- What to produce -
Look for the line with "is (551, 980)." in the entries below, then extract that line and all lines after it exactly, with pictures left out.

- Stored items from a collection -
▬▬▬▬▬▬▬▬▬▬

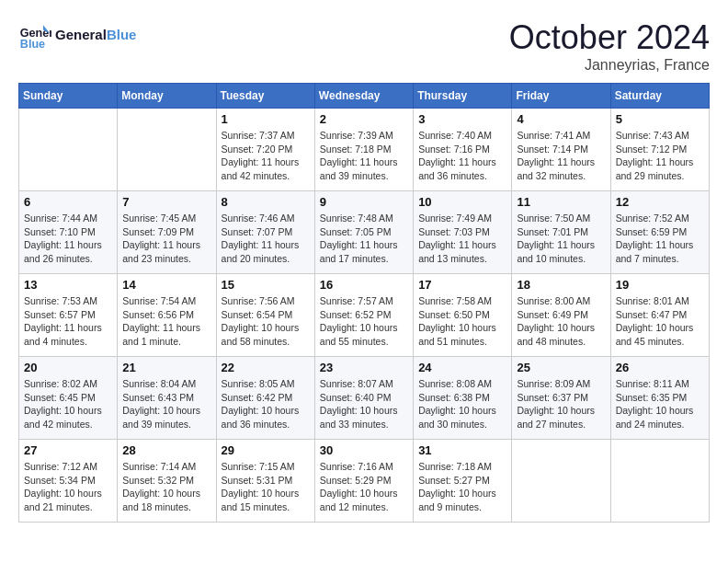  What do you see at coordinates (364, 96) in the screenshot?
I see `weekday-header-row: SundayMondayTuesdayWednesdayThursdayFrid…` at bounding box center [364, 96].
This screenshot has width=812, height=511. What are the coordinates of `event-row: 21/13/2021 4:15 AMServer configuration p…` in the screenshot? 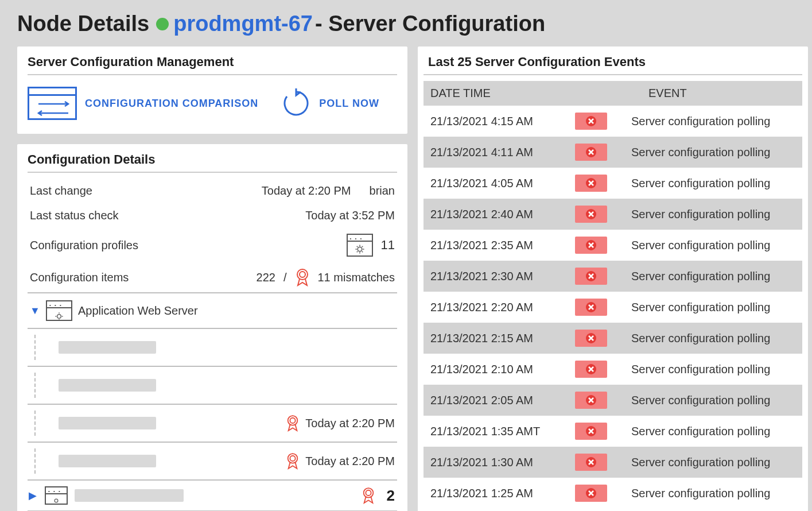 It's located at (613, 121).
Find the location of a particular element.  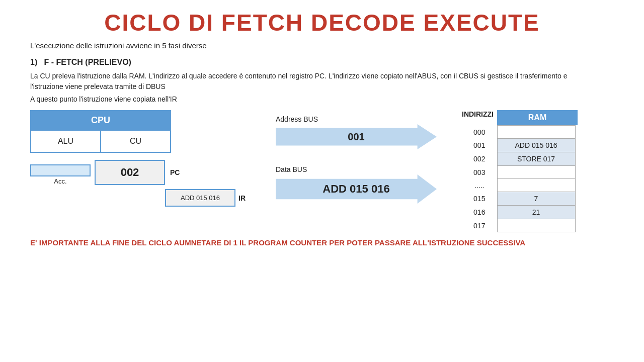

addr-cell: 001 is located at coordinates (479, 146).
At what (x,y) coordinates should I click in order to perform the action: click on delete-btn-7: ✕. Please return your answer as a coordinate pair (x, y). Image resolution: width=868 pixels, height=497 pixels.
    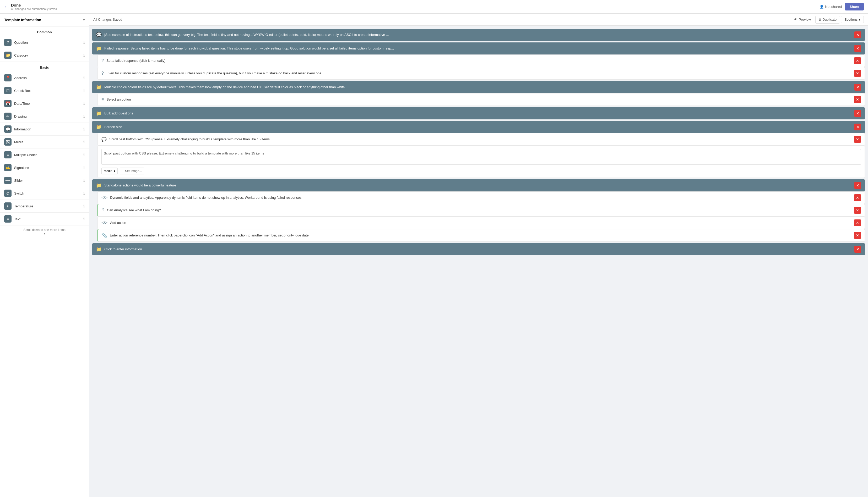
    Looking at the image, I should click on (858, 249).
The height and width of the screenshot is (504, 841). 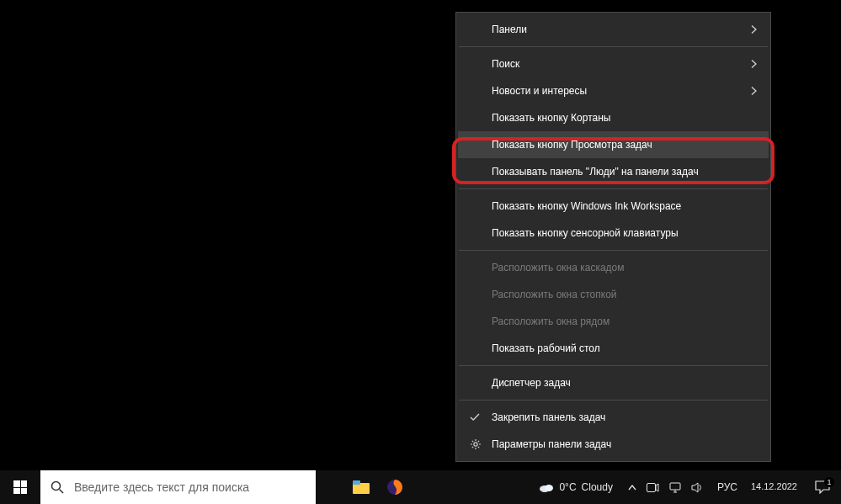 What do you see at coordinates (178, 487) in the screenshot?
I see `taskbar-search: Введите здесь текст для поиска` at bounding box center [178, 487].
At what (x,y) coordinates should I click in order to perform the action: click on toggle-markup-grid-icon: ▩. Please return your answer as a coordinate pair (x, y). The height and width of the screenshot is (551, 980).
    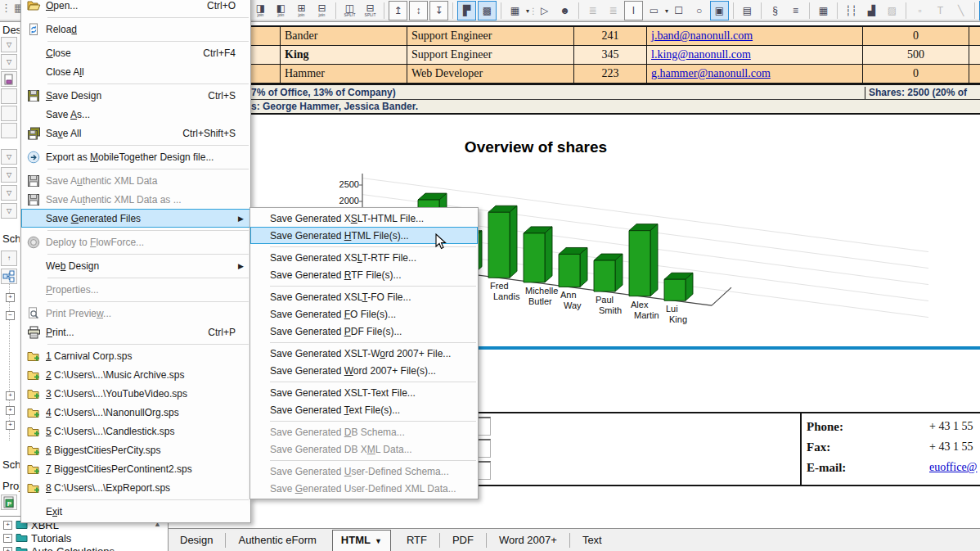
    Looking at the image, I should click on (488, 11).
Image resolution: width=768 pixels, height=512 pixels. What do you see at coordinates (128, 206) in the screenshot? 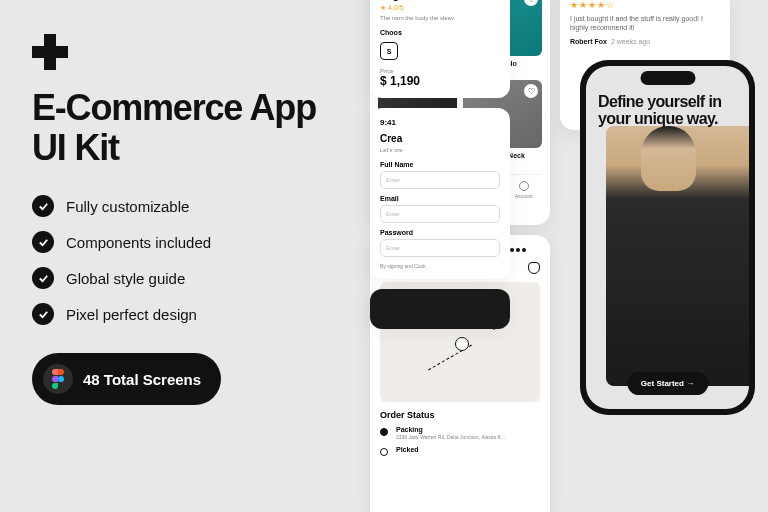
I see `feature-text: Fully customizable` at bounding box center [128, 206].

▬▬▬▬▬▬▬▬▬▬

- Solution to this task -
At what (x,y) coordinates should I click in order to perform the action: click on toggle-markup-grid-icon: ▩. Please return your answer as a coordinate pair (x, y). The height and width of the screenshot is (551, 980).
    Looking at the image, I should click on (488, 11).
Image resolution: width=768 pixels, height=512 pixels. What do you see at coordinates (128, 206) in the screenshot? 
I see `feature-text: Fully customizable` at bounding box center [128, 206].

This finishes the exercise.